John Dies at the End
2012 horror comedy
Rating: 12/20
Plot: A pair of slackers get involved with a drug called "soy sauce" which causes them to drift between two dimensions. They have to save their world from something named Korrok.
What a mess! It's almost a delightful mess, but it's unfortunately just a little too much. I applaud its creative spirit and unique vision. The story and director Don Coscarelli take chances, but the budget's neither tiny enough or large enough to make it work and this desire to be 21st Century and hip gets old after the first, mostly fresh, twenty minutes or so. A lot of me wants to just appreciate the craziness of all this--animated meat that seem straight from Jan Svankmajer, a dog driving a truck, insects that would make Cronenberg giggle, exploding Robert Marleys, a creepster who'd be right at home in a David Lynch movie putting some giant insect thing down a guy's shirt, a punk song about a "Camel Holocaust," bare-breasted people from another dimension, and Paul Giamatti. The movie seems to get more coherent as it goes, but when you really think about it, it's just a movie that is pretending to be coherent and not doing a very good job at it. It also gets more and more frustrating as it goes, building to something that is so poorly realized with computer effects that you end up caring about what happens less than you care about the characters. And you didn't really care about any of that unlikable lot anyway with the exception of a dog. There's enough here to probably make this a cult classic, but I can't think of any reason why I would watch it again. Cool poster though.
I rated this one a little higher, just because I was a rabid fan of Army of Darkness and Evil Dead 2 when I was a teenager, and it pleased me to think they were still making movies in the same spirit. I would've loved this thing as a kid, I'm sure. These days I'm more of a Phantasm guy - holy shit that movie is awesome. I watched both movies with a large, inebriated posse of like-minded people and I'm pretty sure that's how Coscarelli's work is meant to be viewed.
ReplyDeleteI can see the similarities with this and Evil Dead 2 (a personal favorite of mine), but Evil Dead 2 is simple enough for a dumb guy like me to understand. This is overly-ambitious, and I thought that weakened it and made it less enjoyable.
ReplyDeletePhantasm is on the blog somewhere. I like that one.
I watched 'John' with nobody although my 11 year old (or however old 6th graders are) came in, saw a few gross things, and decided she didn't like the movie. I may have liked this more if I were watching it with my brother and we were 14 or 15.
Right. Saying this movie made me nostalgic for another movie and therefore I hoped that someone else might like it... is kind of faint praise.
ReplyDeleteYour review of Phantasm is bang-on (though in retrospect the comparison to Stanley Kubrick might be a tad generous).
Heh. I don't remember why I typed that. I think I'll have to watch Phantasm again and then watch the sequels. I imagine they're not very good, but I'm not exactly scared of bad movies.
ReplyDeleteAlthough it got sillier as it went on, I actually kind of liked this quirky film. Like "Evil Dead" without as much blood, it has a dry, tongue-in-cheek humor, and the leads play it straight, perfectly. A 13.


TASK BRIEF >>
In the data that follows, count every line holding the string "past" and give the count alone.

Dataset records on visual material:
━━━
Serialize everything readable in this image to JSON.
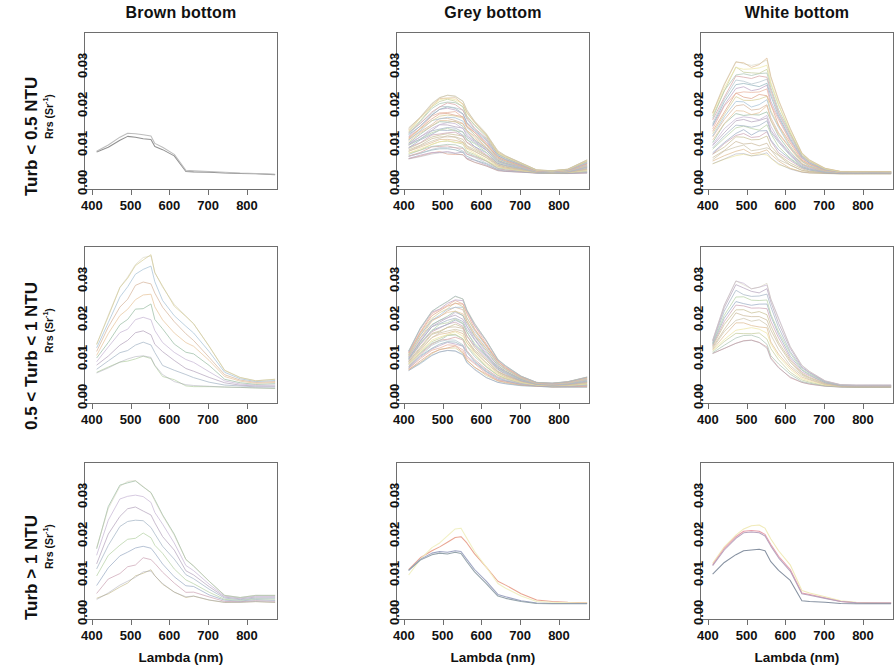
{
  "figure": {
    "kind": "multi-panel-line-chart",
    "rows": 3,
    "cols": 3,
    "column_titles": [
      "Brown bottom",
      "Grey bottom",
      "White bottom"
    ],
    "row_titles": [
      "Turb < 0.5 NTU",
      "0.5 < Turb < 1 NTU",
      "Turb > 1 NTU"
    ],
    "axis_label_x": "Lambda (nm)",
    "axis_label_y_base": "Rrs (Sr",
    "axis_label_y_exp": "-1",
    "axis_label_y_close": ")",
    "xticks": [
      "400",
      "500",
      "600",
      "700",
      "800"
    ],
    "yticks": [
      "0.00",
      "0.01",
      "0.02",
      "0.03"
    ],
    "xlim": [
      380,
      880
    ],
    "ylim": [
      -0.004,
      0.0365
    ],
    "grid": false,
    "legend": null
  },
  "chart_data": [
    {
      "type": "line",
      "panel": "r1c1",
      "title": "Brown bottom / Turb < 0.5 NTU",
      "xlabel": "Lambda (nm)",
      "ylabel": "Rrs (Sr-1)",
      "xlim": [
        380,
        880
      ],
      "ylim": [
        -0.004,
        0.0365
      ],
      "n_series": 2,
      "x": [
        410,
        440,
        470,
        490,
        510,
        530,
        550,
        560,
        580,
        610,
        640,
        660,
        700,
        740,
        780,
        820,
        870
      ],
      "series": [
        {
          "name": "spec-1",
          "color": "#8a8a8a",
          "values": [
            0.006,
            0.0072,
            0.009,
            0.01,
            0.0098,
            0.0094,
            0.0092,
            0.0074,
            0.0066,
            0.005,
            0.001,
            0.0009,
            0.0008,
            0.0006,
            0.0005,
            0.0004,
            0.0002
          ]
        },
        {
          "name": "spec-2",
          "color": "#b9b9b9",
          "values": [
            0.0062,
            0.0078,
            0.0098,
            0.0108,
            0.0107,
            0.0104,
            0.0101,
            0.0082,
            0.0072,
            0.0054,
            0.0013,
            0.0012,
            0.001,
            0.0008,
            0.0006,
            0.0005,
            0.0003
          ]
        }
      ]
    },
    {
      "type": "line",
      "panel": "r1c2",
      "title": "Grey bottom / Turb < 0.5 NTU",
      "xlabel": "Lambda (nm)",
      "ylabel": "Rrs (Sr-1)",
      "xlim": [
        380,
        880
      ],
      "ylim": [
        -0.004,
        0.0365
      ],
      "n_series": 34,
      "note": "dense bundle of spectra peaking 0.006-0.021 near 490-530 nm, converging near 0.000-0.003 beyond 750 nm with a slight up-tick to 0.004 at 870 nm",
      "envelope_min": [
        0.0042,
        0.0048,
        0.0055,
        0.0058,
        0.0058,
        0.0056,
        0.0052,
        0.0042,
        0.0034,
        0.0024,
        0.0012,
        0.001,
        0.0008,
        0.0006,
        0.0005,
        0.0005,
        0.0006
      ],
      "envelope_max": [
        0.012,
        0.015,
        0.0185,
        0.02,
        0.0205,
        0.0202,
        0.019,
        0.0165,
        0.014,
        0.0108,
        0.0062,
        0.005,
        0.0032,
        0.0014,
        0.0012,
        0.0016,
        0.004
      ]
    },
    {
      "type": "line",
      "panel": "r1c3",
      "title": "White bottom / Turb < 0.5 NTU",
      "xlabel": "Lambda (nm)",
      "ylabel": "Rrs (Sr-1)",
      "xlim": [
        380,
        880
      ],
      "ylim": [
        -0.004,
        0.0365
      ],
      "n_series": 26,
      "note": "broad plateau between 470 and 560 nm, spectra spread 0.006-0.030, sharp fall after 580 nm, flat near 0.0005 past 700 nm",
      "envelope_min": [
        0.003,
        0.0042,
        0.0055,
        0.0056,
        0.005,
        0.0052,
        0.0058,
        0.0045,
        0.003,
        0.0016,
        0.0008,
        0.0006,
        0.0005,
        0.0004,
        0.0004,
        0.0004,
        0.0004
      ],
      "envelope_max": [
        0.016,
        0.0235,
        0.0292,
        0.0286,
        0.0282,
        0.0286,
        0.0296,
        0.025,
        0.019,
        0.012,
        0.0058,
        0.004,
        0.0018,
        0.001,
        0.001,
        0.001,
        0.001
      ]
    },
    {
      "type": "line",
      "panel": "r2c1",
      "title": "Brown bottom / 0.5 < Turb < 1 NTU",
      "xlabel": "Lambda (nm)",
      "ylabel": "Rrs (Sr-1)",
      "xlim": [
        380,
        880
      ],
      "ylim": [
        -0.004,
        0.0365
      ],
      "n_series": 9,
      "note": "two high pale-yellow spectra peak 0.028 and 0.034 near 545-560 nm; remaining cluster peaks 0.009-0.015 near 520-545 nm",
      "envelope_min": [
        0.0042,
        0.0055,
        0.007,
        0.0078,
        0.0084,
        0.0086,
        0.0082,
        0.0062,
        0.0038,
        0.002,
        0.0012,
        0.001,
        0.0008,
        0.0006,
        0.0005,
        0.0004,
        0.0003
      ],
      "envelope_max": [
        0.0115,
        0.019,
        0.0262,
        0.0288,
        0.032,
        0.0338,
        0.0342,
        0.03,
        0.0262,
        0.0218,
        0.0188,
        0.0168,
        0.011,
        0.0048,
        0.003,
        0.0022,
        0.0026
      ]
    },
    {
      "type": "line",
      "panel": "r2c2",
      "title": "Grey bottom / 0.5 < Turb < 1 NTU",
      "xlabel": "Lambda (nm)",
      "ylabel": "Rrs (Sr-1)",
      "xlim": [
        380,
        880
      ],
      "ylim": [
        -0.004,
        0.0365
      ],
      "n_series": 30,
      "note": "dense bundle peaking 0.011-0.024 between 500 and 545 nm, decaying to below 0.002 beyond 700 nm",
      "envelope_min": [
        0.0048,
        0.0068,
        0.0088,
        0.0096,
        0.01,
        0.0098,
        0.0088,
        0.007,
        0.005,
        0.003,
        0.0018,
        0.0015,
        0.001,
        0.0008,
        0.0006,
        0.0006,
        0.0006
      ],
      "envelope_max": [
        0.0098,
        0.0155,
        0.02,
        0.0212,
        0.0225,
        0.0238,
        0.0232,
        0.0205,
        0.017,
        0.0125,
        0.0078,
        0.006,
        0.0034,
        0.0018,
        0.0016,
        0.002,
        0.0032
      ]
    },
    {
      "type": "line",
      "panel": "r2c3",
      "title": "White bottom / 0.5 < Turb < 1 NTU",
      "xlabel": "Lambda (nm)",
      "ylabel": "Rrs (Sr-1)",
      "xlim": [
        380,
        880
      ],
      "ylim": [
        -0.004,
        0.0365
      ],
      "n_series": 14,
      "note": "peaks 0.013-0.028 near 470-545 nm; one spectrum dips at 540 then spikes to 0.027 at 555 nm; all converge near 0.001 past 750 nm",
      "envelope_min": [
        0.0092,
        0.0105,
        0.0118,
        0.0124,
        0.0126,
        0.012,
        0.0105,
        0.0078,
        0.0055,
        0.0032,
        0.0018,
        0.0014,
        0.0008,
        0.0006,
        0.0005,
        0.0005,
        0.0005
      ],
      "envelope_max": [
        0.0125,
        0.0215,
        0.0278,
        0.0268,
        0.0258,
        0.0262,
        0.0272,
        0.0232,
        0.018,
        0.011,
        0.0062,
        0.0046,
        0.0022,
        0.0012,
        0.0011,
        0.0011,
        0.0011
      ]
    },
    {
      "type": "line",
      "panel": "r3c1",
      "title": "Brown bottom / Turb > 1 NTU",
      "xlabel": "Lambda (nm)",
      "ylabel": "Rrs (Sr-1)",
      "xlim": [
        380,
        880
      ],
      "ylim": [
        -0.004,
        0.0365
      ],
      "n_series": 8,
      "note": "two pale green-yellow spectra peak 0.030-0.032 near 500-520 nm; mid group peaks 0.015-0.018 at 540 nm; lowest peaks 0.009",
      "envelope_min": [
        0.0015,
        0.0032,
        0.0052,
        0.0062,
        0.0072,
        0.0086,
        0.0088,
        0.0076,
        0.0056,
        0.0034,
        0.0022,
        0.0024,
        0.0014,
        0.0008,
        0.0008,
        0.001,
        0.0008
      ],
      "envelope_max": [
        0.0148,
        0.0248,
        0.0305,
        0.0318,
        0.032,
        0.0305,
        0.0288,
        0.0268,
        0.023,
        0.018,
        0.0118,
        0.0102,
        0.0062,
        0.0026,
        0.002,
        0.0026,
        0.0026
      ]
    },
    {
      "type": "line",
      "panel": "r3c2",
      "title": "Grey bottom / Turb > 1 NTU",
      "xlabel": "Lambda (nm)",
      "ylabel": "Rrs (Sr-1)",
      "xlim": [
        380,
        880
      ],
      "ylim": [
        -0.004,
        0.0365
      ],
      "n_series": 4,
      "x": [
        410,
        440,
        470,
        490,
        510,
        530,
        545,
        560,
        580,
        610,
        640,
        660,
        700,
        740,
        780,
        820,
        870
      ],
      "series": [
        {
          "name": "spec-1",
          "color": "#e8a08c",
          "values": [
            0.0092,
            0.0122,
            0.014,
            0.015,
            0.0162,
            0.0174,
            0.0176,
            0.016,
            0.0132,
            0.0098,
            0.0062,
            0.0052,
            0.003,
            0.0014,
            0.001,
            0.0008,
            0.0007
          ]
        },
        {
          "name": "spec-2",
          "color": "#f0efc0",
          "values": [
            0.0078,
            0.0118,
            0.0148,
            0.016,
            0.0178,
            0.0196,
            0.0198,
            0.0172,
            0.0138,
            0.0098,
            0.0056,
            0.0044,
            0.0024,
            0.001,
            0.0008,
            0.0007,
            0.0006
          ]
        },
        {
          "name": "spec-3",
          "color": "#9aa0c0",
          "values": [
            0.009,
            0.0118,
            0.0134,
            0.0138,
            0.0136,
            0.014,
            0.0138,
            0.0118,
            0.0092,
            0.0062,
            0.0028,
            0.0022,
            0.0012,
            0.0006,
            0.0005,
            0.0005,
            0.0005
          ]
        },
        {
          "name": "spec-4",
          "color": "#8f9fa8",
          "values": [
            0.009,
            0.0116,
            0.013,
            0.0134,
            0.0132,
            0.0136,
            0.0133,
            0.0112,
            0.0086,
            0.0056,
            0.0024,
            0.0018,
            0.001,
            0.0005,
            0.0004,
            0.0004,
            0.0004
          ]
        }
      ]
    },
    {
      "type": "line",
      "panel": "r3c3",
      "title": "White bottom / Turb > 1 NTU",
      "xlabel": "Lambda (nm)",
      "ylabel": "Rrs (Sr-1)",
      "xlim": [
        380,
        880
      ],
      "ylim": [
        -0.004,
        0.0365
      ],
      "n_series": 4,
      "x": [
        410,
        440,
        470,
        490,
        510,
        530,
        545,
        560,
        580,
        610,
        640,
        660,
        700,
        740,
        780,
        820,
        870
      ],
      "series": [
        {
          "name": "spec-1",
          "color": "#efe9b4",
          "values": [
            0.0108,
            0.015,
            0.018,
            0.0196,
            0.0204,
            0.0206,
            0.0198,
            0.017,
            0.014,
            0.0104,
            0.0038,
            0.0032,
            0.0022,
            0.0012,
            0.0008,
            0.0007,
            0.0006
          ]
        },
        {
          "name": "spec-2",
          "color": "#e79aa6",
          "values": [
            0.0104,
            0.0146,
            0.0176,
            0.019,
            0.0192,
            0.019,
            0.0182,
            0.0156,
            0.0126,
            0.0092,
            0.0032,
            0.0028,
            0.0019,
            0.001,
            0.0007,
            0.0006,
            0.0006
          ]
        },
        {
          "name": "spec-3",
          "color": "#b4a0bc",
          "values": [
            0.0102,
            0.0142,
            0.0172,
            0.0186,
            0.0188,
            0.0186,
            0.0178,
            0.0152,
            0.0122,
            0.0088,
            0.003,
            0.0026,
            0.0018,
            0.001,
            0.0007,
            0.0006,
            0.0006
          ]
        },
        {
          "name": "spec-4",
          "color": "#7f8b9c",
          "values": [
            0.008,
            0.011,
            0.013,
            0.014,
            0.0142,
            0.0144,
            0.014,
            0.0112,
            0.009,
            0.0064,
            0.0012,
            0.001,
            0.0008,
            0.0005,
            0.0004,
            0.0004,
            0.0004
          ]
        }
      ]
    }
  ]
}
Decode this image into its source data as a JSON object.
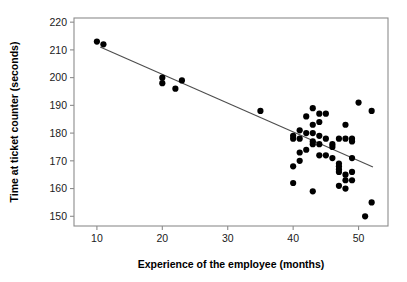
{
  "chart_data": {
    "type": "scatter",
    "title": "",
    "xlabel": "Experience of the employee (months)",
    "ylabel": "Time at ticket counter (seconds)",
    "xlim": [
      6.5,
      54.5
    ],
    "ylim": [
      146.5,
      221.5
    ],
    "xticks": [
      10,
      20,
      30,
      40,
      50
    ],
    "xtick_labels": [
      "10",
      "20",
      "30",
      "40",
      "50"
    ],
    "yticks": [
      150,
      160,
      170,
      180,
      190,
      200,
      210,
      220
    ],
    "ytick_labels": [
      "150",
      "160",
      "170",
      "180",
      "190",
      "200",
      "210",
      "220"
    ],
    "grid": false,
    "legend": false,
    "point_color": "#000000",
    "point_size": 3.1,
    "frame_color": "#8c8c8c",
    "series": [
      {
        "name": "Employees",
        "x": [
          10.0,
          11.0,
          20.0,
          20.0,
          22.0,
          23.0,
          35.0,
          40.0,
          40.0,
          40.0,
          40.0,
          41.0,
          41.0,
          41.0,
          41.0,
          42.0,
          42.0,
          42.0,
          43.0,
          43.0,
          43.0,
          43.0,
          43.0,
          43.0,
          44.0,
          44.0,
          44.0,
          44.0,
          44.0,
          45.0,
          45.0,
          45.0,
          46.0,
          46.0,
          46.0,
          47.0,
          47.0,
          47.0,
          47.0,
          47.0,
          47.0,
          48.0,
          48.0,
          48.0,
          48.0,
          48.0,
          49.0,
          49.0,
          49.0,
          49.0,
          49.0,
          50.0,
          51.0,
          52.0,
          52.0
        ],
        "y": [
          213.0,
          212.0,
          200.0,
          198.0,
          196.0,
          199.0,
          188.0,
          179.0,
          178.0,
          168.0,
          162.0,
          181.0,
          178.0,
          173.0,
          170.0,
          186.0,
          180.0,
          174.0,
          189.0,
          183.0,
          180.0,
          177.0,
          176.0,
          159.0,
          187.0,
          184.0,
          179.0,
          176.0,
          172.0,
          187.0,
          178.0,
          172.0,
          176.0,
          175.0,
          171.0,
          178.0,
          169.0,
          168.0,
          167.0,
          166.0,
          161.0,
          183.0,
          178.0,
          165.0,
          163.0,
          160.0,
          178.0,
          177.0,
          171.0,
          166.0,
          163.0,
          191.0,
          150.0,
          188.0,
          155.0
        ]
      }
    ],
    "trendline": {
      "name": "linear-fit",
      "x": [
        10.5,
        52.2
      ],
      "y": [
        211.0,
        167.8
      ],
      "color": "#4d4d4d"
    }
  }
}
━━━
SOLUTION TO THIS PROBLEM >>
2